Dr. Schaeffer looks ahead on what to expect from PSMA-PET in prostate cancer

Opinion
Video

"PSMA-PET is a radio nucleotide-based imaging modality that really has changed the landscape of how we initially stage and subsequently follow individuals who have a diagnosis of prostate cancer," says Edward M. Schaeffer, MD, PhD.

In this video, Edward M. Schaeffer, MD, PhD, discusses what’s on the horizon for PSMA-PET in prostate cancer. Schaeffer is chair and Harold Binstein Professor of Urology at Northwestern University Feinberg School of Medicine in Chicago, Illinois.

Transcription:

What is on the horizon in terms of new products or the role of PSMA-PET in the prostate cancer paradigm?

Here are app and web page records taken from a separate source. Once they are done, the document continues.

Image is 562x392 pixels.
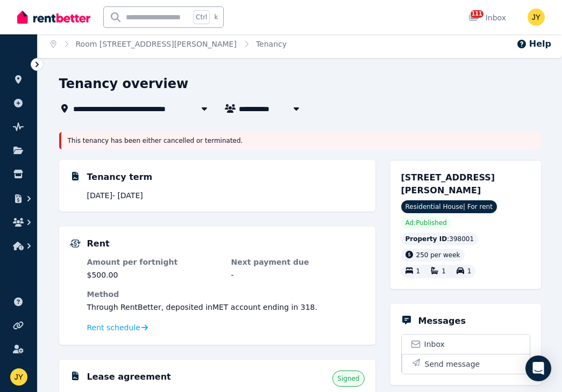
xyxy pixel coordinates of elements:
[337,375,359,383] span: Signed
[424,339,445,349] span: Inbox
[402,233,479,245] div: : 398001
[87,257,220,268] dt: Amount per fortnight
[406,219,447,227] span: Ad: Published
[402,200,497,214] span: Residential House | For rent
[193,10,209,24] span: Ctrl
[214,13,218,22] span: k
[87,190,364,201] p: [DATE] - [DATE]
[38,30,300,58] nav: Breadcrumb
[402,173,496,196] span: [STREET_ADDRESS][PERSON_NAME]
[526,356,551,381] div: Open Intercom Messenger
[59,132,541,149] div: This tenancy has been either cancelled or terminated.
[469,13,507,24] div: Inbox
[419,315,466,328] h5: Messages
[87,171,153,184] h5: Tenancy term
[441,268,446,275] span: 1
[231,270,364,281] dd: -
[76,40,237,48] a: Room [STREET_ADDRESS][PERSON_NAME]
[402,335,530,354] a: Inbox
[10,368,27,386] img: JIAN YU
[87,289,364,300] dt: Method
[416,268,421,275] span: 1
[406,234,448,244] span: Property ID
[425,359,480,369] span: Send message
[87,322,140,333] span: Rent schedule
[87,322,149,333] a: Rent schedule
[17,9,91,25] img: RentBetter
[468,268,472,275] span: 1
[59,75,189,92] h1: Tenancy overview
[470,10,484,18] span: 111
[257,39,286,50] span: Tenancy
[416,252,460,259] span: 250 per week
[402,354,530,374] button: Send message
[528,8,545,25] img: JIAN YU
[231,257,364,268] dt: Next payment due
[70,240,81,248] img: Rental Payments
[87,237,110,251] h5: Rent
[517,38,551,51] button: Help
[87,371,171,384] h5: Lease agreement
[87,270,220,281] dd: $500.00
[87,303,317,311] span: Through RentBetter , deposited in MET account ending in 318 .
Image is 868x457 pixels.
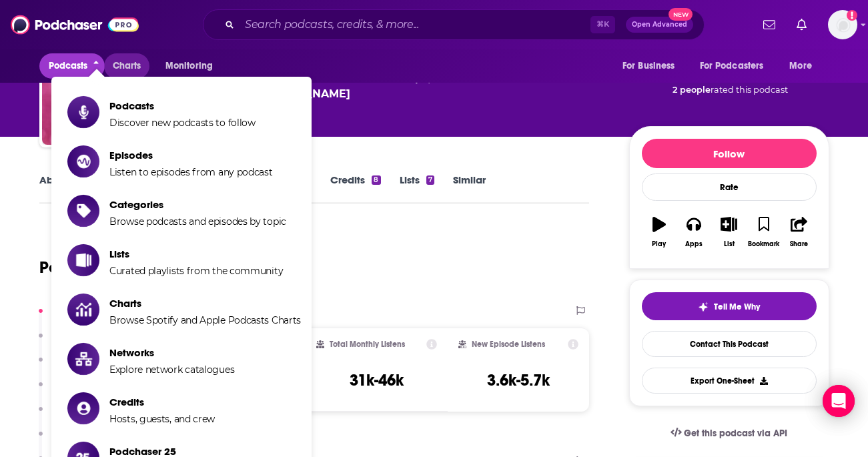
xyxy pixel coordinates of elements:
[39,257,160,278] h1: Podcast Insights
[590,16,615,33] span: ⌘ K
[697,302,709,312] img: tell me why sparkle
[39,329,93,353] button: Content
[780,53,829,79] button: open menu
[790,241,808,248] div: Share
[642,208,677,256] button: Play
[109,396,215,408] span: Credits
[109,413,215,425] span: Hosts, guests, and crew
[700,56,763,76] span: For Podcasters
[109,364,234,376] span: Explore network catalogues
[711,208,746,256] button: List
[631,22,687,28] span: Open Advanced
[642,331,817,357] a: Contact This Podcast
[330,174,381,204] a: Credits8
[400,174,434,204] a: Lists7
[39,402,85,427] button: Charts
[39,377,98,402] button: Contacts
[691,53,783,79] button: open menu
[330,340,405,349] h2: Total Monthly Listens
[791,14,812,36] a: Show notifications dropdown
[109,315,301,326] span: Browse Spotify and Apple Podcasts Charts
[652,241,666,248] div: Play
[39,304,143,329] button: Reach & Audience
[109,346,234,359] span: Networks
[109,149,273,162] span: Episodes
[109,248,283,260] span: Lists
[109,198,286,211] span: Categories
[240,14,590,35] input: Search podcasts, credits, & more...
[642,368,817,393] button: Export One-Sheet
[789,56,812,76] span: More
[156,53,230,79] button: open menu
[109,166,273,178] span: Listen to episodes from any podcast
[426,175,434,185] div: 7
[642,138,817,168] button: Follow
[166,56,213,76] span: Monitoring
[822,385,854,417] div: Open Intercom Messenger
[828,10,857,39] button: Show profile menu
[623,56,675,76] span: For Business
[846,10,857,21] svg: Add a profile image
[710,84,788,95] span: rated this podcast
[642,174,817,201] div: Rate
[109,100,256,112] span: Podcasts
[109,297,301,310] span: Charts
[724,241,734,248] div: List
[828,10,857,39] span: Logged in as sarahhallprinc
[668,8,693,21] span: New
[109,117,256,129] span: Discover new podcasts to follow
[109,216,286,228] span: Browse podcasts and episodes by topic
[113,56,142,76] span: Charts
[747,208,781,256] button: Bookmark
[642,292,817,320] button: tell me why sparkleTell Me Why
[39,53,105,79] button: close menu
[714,302,759,312] span: Tell Me Why
[453,174,486,204] a: Similar
[49,56,88,76] span: Podcasts
[758,14,780,36] a: Show notifications dropdown
[684,428,787,439] span: Get this podcast via API
[487,370,549,390] h3: 3.6k-5.7k
[626,17,693,33] button: Open AdvancedNew
[104,53,150,79] a: Charts
[685,241,702,248] div: Apps
[39,174,69,204] a: About
[748,241,779,248] div: Bookmark
[660,417,799,450] a: Get this podcast via API
[677,208,711,256] button: Apps
[372,175,381,185] div: 8
[109,265,283,277] span: Curated playlists from the community
[203,10,705,40] div: Search podcasts, credits, & more...
[781,208,816,256] button: Share
[10,12,138,37] img: Podchaser - Follow, Share and Rate Podcasts
[828,10,857,39] img: User Profile
[613,53,692,79] button: open menu
[673,84,710,95] span: 2 people
[349,370,404,390] h3: 31k-46k
[471,340,545,349] h2: New Episode Listens
[39,353,84,378] button: Social
[39,427,103,451] button: Rate Card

PSMA-PET is a radio nucleotide-based imaging modality that really has changed the landscape of how we initially stage and subsequently follow individuals who have a diagnosis of prostate cancer. Additionally, there have been approvals for agents that are PSMA linked that have radio nucleotides on them that are therapeutic as well. So we've already made tremendous advances in terms of what tools we have, and the options and availability of those tools. Moving forward, I think there's going to be various augmentations of the basic principle of link to a prostate-specific molecule and then highlight it. That would be some of the basic PET agents, and/or link to a prostate cancer PSMA and also target it with a, for example, radioactive alpha- or beta-emitting agent. I think the next advances will be kind of multivalent molecules that will see and bind to PSMA-expressing cells plus potentially other agents or other markers on the cell surface, which will potentially enhance the sensitivity and potentially enhance the ability to identify smaller lesions, greater affinity for particular lesions, etc. So I think in terms of the future, I'm excited about the idea of the bivalent or multivalent PET-PSMA-linked molecules and then those bivalent or multivalent agents could be linked to other cell surface molecules, or other radioactive agents that could potentially help them the tumor kill.

This transcription was edited for clarity.